Strength in Cooperation
“Co-operatives’ open membership model affords access to wealth creation and poverty elimination. … Because co-operatives are people-centred, not capital-centred, they do not perpetuate, nor accelerate capital concentration and they distribute wealth in a more fair way.
United Nations International Day of Cooperatives
The key to fulfilling this vision is in the democratic governance found in the cooperative business model:
- Democratic Ownership and Control. A cooperative is a democratically-managed marketplace owned by its members with a principle of “one member, one vote.” Members can run for, and elect leaders, submit proposals, and control major changes. This means members have democratic control over what fees are charged and what “handmade” means.
- Economic Participation. Member-owners equitably share in the value created by the cooperative as a whole. That means that a profitable year for the cooperative is a profitable year for all. This is done through a system of “patronage distributions,” which are monetary income like dividends. These distributions have the potential to become a second source of income for artisans if the cooperative is successful.
- Cooperative Values: A Caring Community. All cooperatives worldwide agree to operate by a set of seven values that put people over profits. Because of this, history and research has shown cooperatives to be more resilient and adaptable than traditional businesses over time. This is precisely because they are managed for their members’ needs as a group of people. Education and support for its members are one of the core values. In other words: the cooperative supports its members and its members support the cooperative.

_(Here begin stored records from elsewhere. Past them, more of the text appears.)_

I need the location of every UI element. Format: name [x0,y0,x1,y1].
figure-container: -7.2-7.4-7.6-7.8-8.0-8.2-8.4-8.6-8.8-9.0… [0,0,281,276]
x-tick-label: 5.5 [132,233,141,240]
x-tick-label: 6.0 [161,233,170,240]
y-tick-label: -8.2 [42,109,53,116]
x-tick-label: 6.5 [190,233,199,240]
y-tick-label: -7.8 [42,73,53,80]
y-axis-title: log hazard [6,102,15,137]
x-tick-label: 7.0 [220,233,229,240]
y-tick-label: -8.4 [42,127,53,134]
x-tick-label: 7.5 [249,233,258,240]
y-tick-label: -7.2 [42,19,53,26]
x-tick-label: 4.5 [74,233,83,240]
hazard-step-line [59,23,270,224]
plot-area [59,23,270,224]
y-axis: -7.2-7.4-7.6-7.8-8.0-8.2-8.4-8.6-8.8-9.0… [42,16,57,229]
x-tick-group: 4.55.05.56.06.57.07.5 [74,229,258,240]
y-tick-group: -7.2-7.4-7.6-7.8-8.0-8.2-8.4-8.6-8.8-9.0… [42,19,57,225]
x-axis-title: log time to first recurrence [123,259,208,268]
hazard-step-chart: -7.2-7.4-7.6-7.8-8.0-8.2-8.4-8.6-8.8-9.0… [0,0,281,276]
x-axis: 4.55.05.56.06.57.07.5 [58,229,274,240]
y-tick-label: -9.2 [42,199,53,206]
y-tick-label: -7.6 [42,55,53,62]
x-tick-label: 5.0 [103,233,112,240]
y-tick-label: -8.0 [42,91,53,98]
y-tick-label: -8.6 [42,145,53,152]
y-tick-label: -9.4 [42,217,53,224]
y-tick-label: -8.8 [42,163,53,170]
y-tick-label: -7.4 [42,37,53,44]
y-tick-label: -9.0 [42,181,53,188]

By combining our collective strengths, we can create a self-reliant source of income for ourselves. Our cooperative marketplace has a unique advantage. Many of us, its artisan members, already have savvy, successful artisan businesses.

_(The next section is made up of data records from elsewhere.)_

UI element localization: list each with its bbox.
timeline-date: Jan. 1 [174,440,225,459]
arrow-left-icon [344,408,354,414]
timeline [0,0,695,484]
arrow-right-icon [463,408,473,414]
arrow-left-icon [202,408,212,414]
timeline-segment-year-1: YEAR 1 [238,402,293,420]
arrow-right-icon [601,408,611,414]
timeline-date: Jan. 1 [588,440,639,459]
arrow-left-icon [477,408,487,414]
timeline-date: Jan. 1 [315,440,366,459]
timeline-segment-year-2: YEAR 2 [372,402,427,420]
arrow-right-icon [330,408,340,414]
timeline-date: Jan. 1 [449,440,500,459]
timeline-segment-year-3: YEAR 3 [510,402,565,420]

We have already been selling online, on Etsy, Instagram, our own websites and more, for years. We already have social media followers and customer lists of people who care about buying genuinely handmade. By sharing our news at the same time, together, we can have an outsized marketing footprint, right away. We all get a slice of the pie, and together, there will be a bigger pie to slice from.

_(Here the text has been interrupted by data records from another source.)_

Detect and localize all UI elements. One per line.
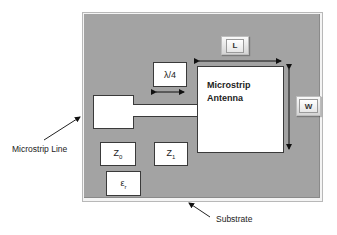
- microstrip-line-pointer: [44, 117, 80, 140]
- substrate-pointer: [189, 203, 210, 217]
- dimension-arrows: [0, 0, 337, 235]
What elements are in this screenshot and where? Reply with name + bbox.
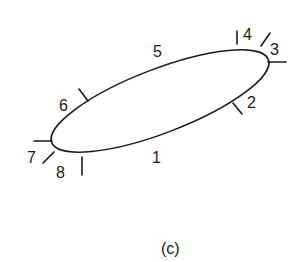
- ellipse-diagram: 5 4 3 2 6 7 8 1 (c): [0, 0, 306, 262]
- tick-3a: [261, 33, 270, 46]
- tick-7b: [43, 152, 54, 163]
- label-6: 6: [59, 97, 68, 114]
- tick-6: [79, 89, 88, 101]
- label-8: 8: [56, 164, 65, 181]
- label-4: 4: [243, 26, 252, 43]
- label-5: 5: [153, 43, 162, 60]
- tick-2: [233, 103, 242, 114]
- label-7: 7: [27, 149, 36, 166]
- label-2: 2: [247, 94, 256, 111]
- figure-caption: (c): [161, 240, 180, 257]
- label-1: 1: [152, 149, 161, 166]
- label-3: 3: [270, 41, 279, 58]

Tried and Tested Business Model
There is nothing radically new in a cooperative online marketplace concept, and that should give us comfort. Artisans have always been the first founders of cooperatives, since the very beginnings in the 1700’s. The cooperative business model has been challenged, tried and tested for over 150 years.
One of the seven principles is cooperatives helping cooperatives. Accordingly, there are ample organizations and resources to help cooperatives get started. There are local, regional, rural-specific, national, and even international cooperative associations. There is even a special name for online cooperatives, and a dedicated organization for it: “platform co-ops.”
We already know there is shopper demand for a handmade artisan marketplace, thanks to Etsy’s success. Etsy’s monopoly in this space proves the need for competition. And the 80,000 Etsy Strike petition signers (including 30,000 Etsy shops) prove the interest in a better alternative.
We are artisans: we are creative and ambitious, self-reliant and independent. And it is time we had a marketplace of our own, a friendly space for ourselves and our community: our supportive customers, fans, and partners.
MORE RESOURCES / FURTHER READING:
- For All the People: Uncovering the Hidden History of Cooperation, Cooperative Movements, and Communalism in America by John Curl
- In Good Company: The Guide To Cooperative Employee Ownership
- The United Nations International Day of Cooperatives
About Artisans Cooperative
We are growing an online handmade marketplace for an inclusive network of creatives: a co-op alternative to Etsy.